AGI and human flourishing

For most of the history of artificial intelligence, the dominant question has been a defensive one: How do we prevent AI from causing harm? Safety, safeguards, controllability, and compliance have defined the alignment agenda—a necessary focus, to be sure, but an incomplete one. As AI systems grow more capable and more woven into daily life, a deeper question emerges: What if we designed AI not just to avoid harm, but to actively help us flourish?

This is the question at the heart of a new paradigm—one that recognizes AGI not as a threat to be contained, but as a partner in the ancient human project of living well.

From Harm Prevention to Active Flourishing

The shift is already underway. In May 2026, a team of researchers introduced "Positive Alignment"—the development of AI systems that actively support human and ecological flourishing in a pluralistic, polycentric, context-sensitive, and user-authored way, while remaining safe and cooperative. As one observer put it, "instead of just preventing harm, they ask: what if we designed AI to actively help us flourish?"

This represents a fundamental reorientation. Existing alignment research, dominated by concerns about safety and preventing harm, parallels early psychology's focus on mental illness: necessary but incomplete. Positive Alignment addresses failures that safety frameworks miss—engagement hacking, loss of human autonomy, failures in truth-seeking, low epistemic humility, and the lack of diverse viewpoints—by cultivating virtues and maximizing human flourishing.

Measuring What Matters

The shift from harm prevention to flourishing requires new ways of measuring success. In October 2025, MIT Media Lab convened 80 interdisciplinary experts from over 40 institutions to develop evaluation frameworks assessing AI's impact on human flourishing across three core dimensions: Reasoning, Comprehension and Agency; Curiosity and Learning; and Healthy Emotional and Social Lives. The workshop produced 26 risk categories and 24 opportunity categories spanning human flourishing dimensions, along with concrete benchmark scenarios.

The Gloo study, "Measuring AI Alignment with Human Flourishing," measured flourishing across seven dimensions: Character and Virtue, Close Social Relationships, Happiness and Life Satisfaction, Meaning and Purpose, Mental and Physical Health, Financial and Material Stability, and Faith and Spirituality. The findings were sobering: most AI models scored between 50 and 65 out of 100, with none meeting the 90-point threshold for human flourishing. OpenAI's o3 led with 72 points. "While current models show some promising capabilities," the study concluded, "significant room for improvement remains for the development of models that support holistic human flourishing".

The Abundance Horizon

Yet the potential is breathtaking. A February 2026 paper examining Abraham Maslow's humanistic psychology through the lens of the abundance economy argued that the post-scarcity paradigm—driven by AGI, advanced robotics, and fusion energy—resolves scarcity by universally satisfying the entire Hierarchy of Needs. This enables "mass self-actualization, peak experiences on demand, and metamotivational pursuits".

As another paper put it, AI presents a dual potential: it can amplify human creativity and accelerate scientific discovery, but it may also diminish human autonomy through overreliance and automation.
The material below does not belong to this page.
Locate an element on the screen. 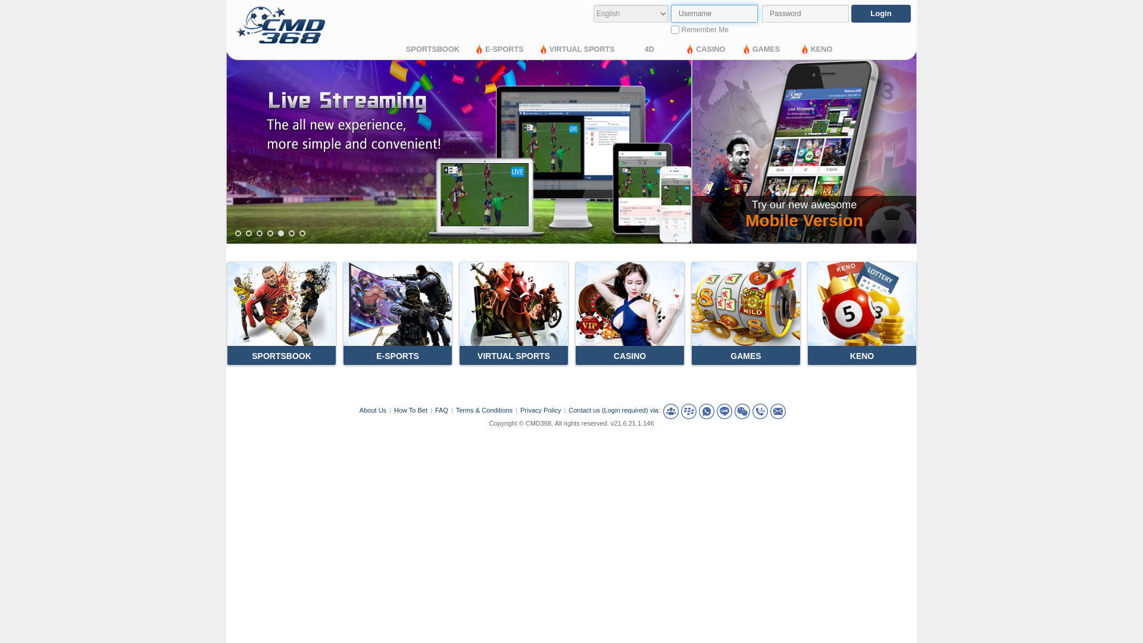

The challenge is to build a co-evolutionary human-AI ecosystem that maximizes human potential and enhances physical, mental, and social flourishing rather than replacing it.

The Coexistence Imperative

This is precisely where Global Future Nexus operates. As the President's Message states, GFN is "the essential mediator between the lightning pace of AGI evolution and the deliberate pace of human institutions". The organization's mission is not merely technological integration but the ethical integration of AGI into human systems—ensuring that AGI development and human progress are intrinsically linked to planetary health.

GFN's Code of Ethics binds all members to principles ensuring "trust, responsibility, and proactive stewardship across intelligences and systems". It commits to "prioritizing long-term planetary flourishing over short-term gain" and to "promoting harnessing AGI capabilities for planetary healing and resilience". The Strategic Identity System envisions "a thriving planetary ecosystem where human societies, advanced artificial intelligence (AGI), and sustainable systems coexist, collaborate, and evolve together".

A Future Worth Building

The question of whether AGI will advance human flourishing is not a technical one—it is a moral and institutional one. As researchers have argued, "to guarantee human flourishing, we must build machines—and our understanding of them—with attention to global values and ethics". The "real question," as one analysis put it, "is whether we can shape AI to advance human flourishing rather than undermine it. That is the most important challenge of our time".

The path forward is clear. It requires moving beyond harm prevention to positive alignment—designing systems that actively support human and ecological flourishing. It requires new benchmarks that measure not just capability but contribution to human wellbeing. And it requires institutions like GFN that can bridge the gap between the speed of technological change and the deliberative pace of human governance.

The AGI era does not have to diminish us. It can elevate us—if we choose to build systems that care about our flourishing as much as we do.

Nicolas de Loisy

Advisory specialized in logistics, transportation, and supply chain management.